Saturday, November 07, 2015

Evidence of an Early Cenomanian Cretaceous “Hot Greenhouse” Paleoclimate

Early Cenomanian “hot greenhouse” revealed by oxygen isotope record of exceptionally well-preserved foraminifera from Tanzania

Authors:


Ando et al

Abstract:

The search into Earth's mid-Cretaceous greenhouse conditions has recently been stimulated by the Tanzania Drilling Project (TDP) which has recovered exceptionally well-preserved biogenic carbonates from subsurface pre-Neogene marine sediments in the eastern margin of central Africa. Published Tanzanian oxygen isotope records measured on exquisitely preserved foraminiferal tests, dating to as old as ~93 Ma, provided evidence for a Turonian “hot greenhouse” with very high and stable water-column temperatures. We have generated a comparable dataset of exceptionally well-preserved foraminifera from a lower Cenomanian interval of TDP Site 24 spanning 99.9–95.9 Ma (planktonic foraminiferal Thalmanninella globotruncanoides Zone; nannofossil Corollithion kennedyi to Lithraphidites eccentricus Zones), thereby extending the age coverage of the Tanzanian foraminiferal δ18O record back by ~7 million years. Throughout the interval analyzed, the new foraminiferal δ18O data are consistently around −4.3‰ for surface-dwelling planktonic taxa and −1.9‰ for benthic Lenticulina spp., which translate to conservative paleotemperature estimates of greater than 31 °C at the surface and greater than 17 °C at the sea floor (upper bathyal depths). Considering the ~40°S Cenomanian paleolatitude of TDP Site 24, these estimates are higher than computer simulation results for accepted “normal” greenhouse conditions (those with up to 4× preindustrial pCO2 level) and suggest that the climate mode of the early Cenomanian was very similar to the Turonian hot greenhouse. Taking account of other comparable data sources from different regions, the hot greenhouse mode within the normal mid-Cretaceous greenhouse may have begun by the latest Albian, but the precise timing of the critical transition remains uncertain.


| Aim of the exercise |
With the pictures removed, set down all of the entries below exactly.

### Extracted material ###

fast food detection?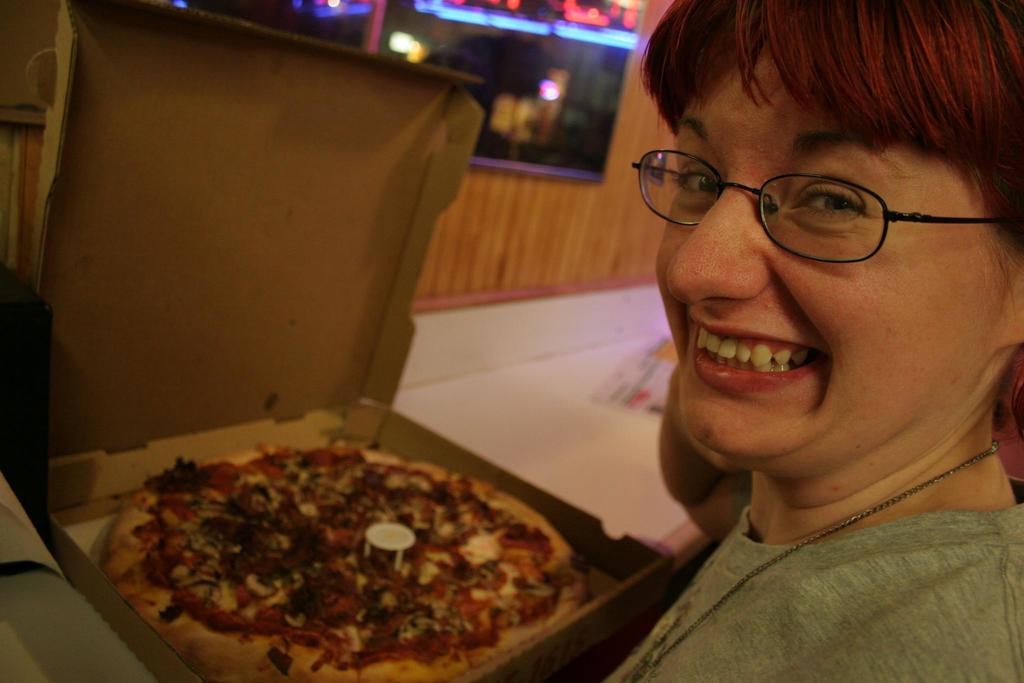
Rect(99, 450, 584, 682)
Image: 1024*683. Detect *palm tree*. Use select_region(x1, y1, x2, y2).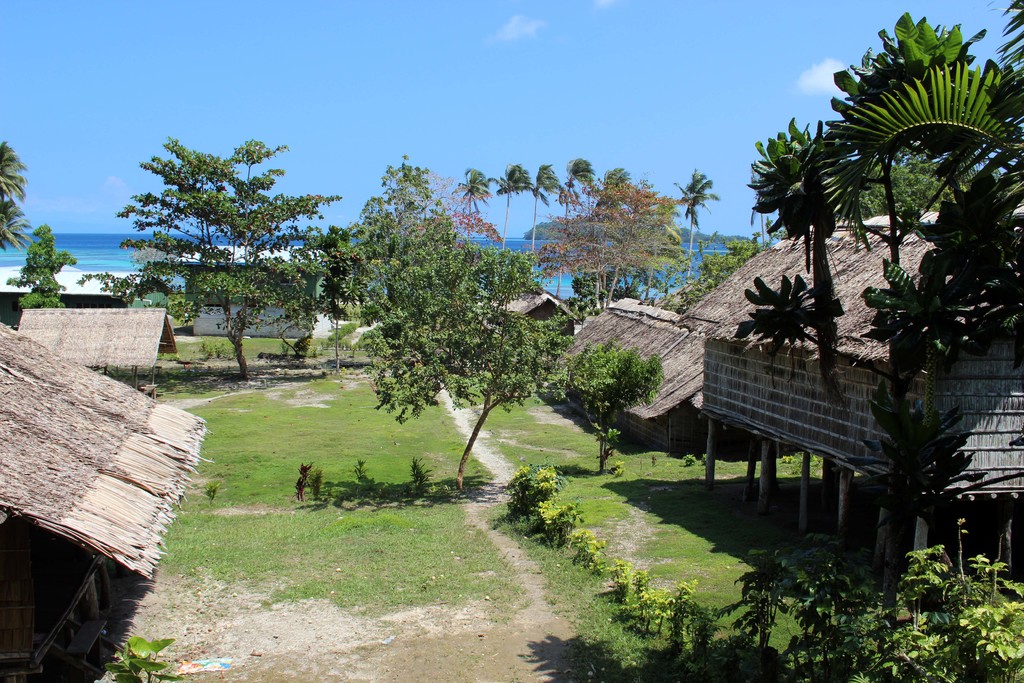
select_region(764, 126, 834, 238).
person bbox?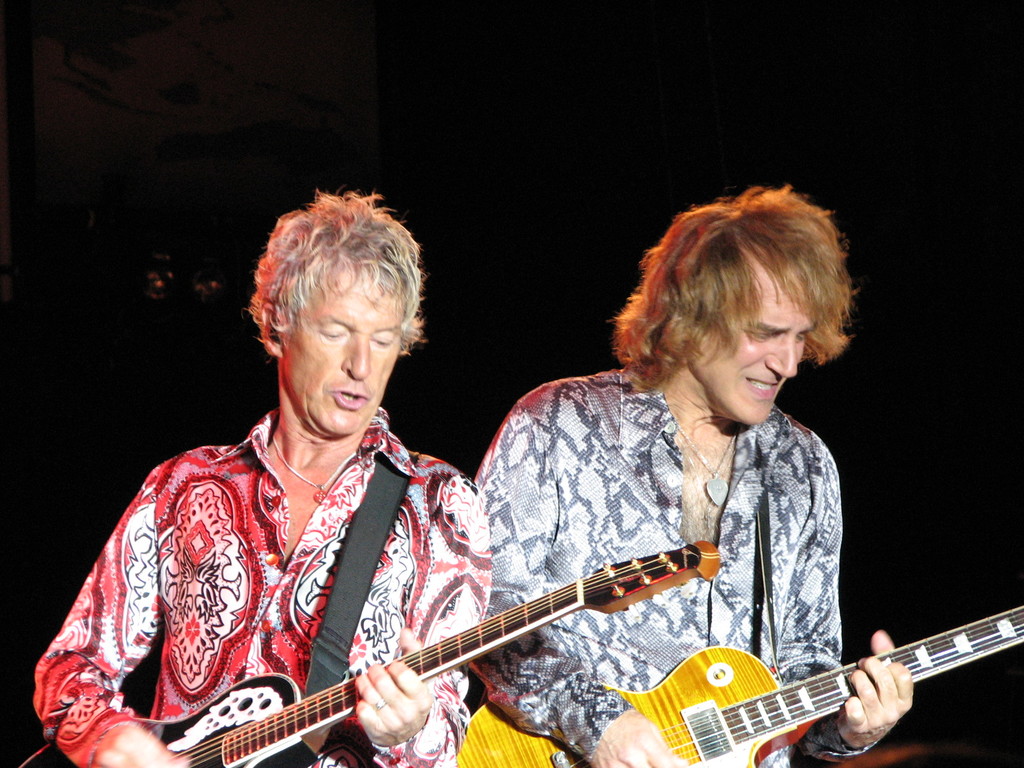
BBox(29, 191, 491, 767)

###

| Expected output |
fast food detection?
Rect(99, 450, 584, 682)
Image: 1024*683. Detect *palm tree*. Use select_region(x1, y1, x2, y2).
select_region(764, 126, 834, 238).
person bbox?
BBox(29, 191, 491, 767)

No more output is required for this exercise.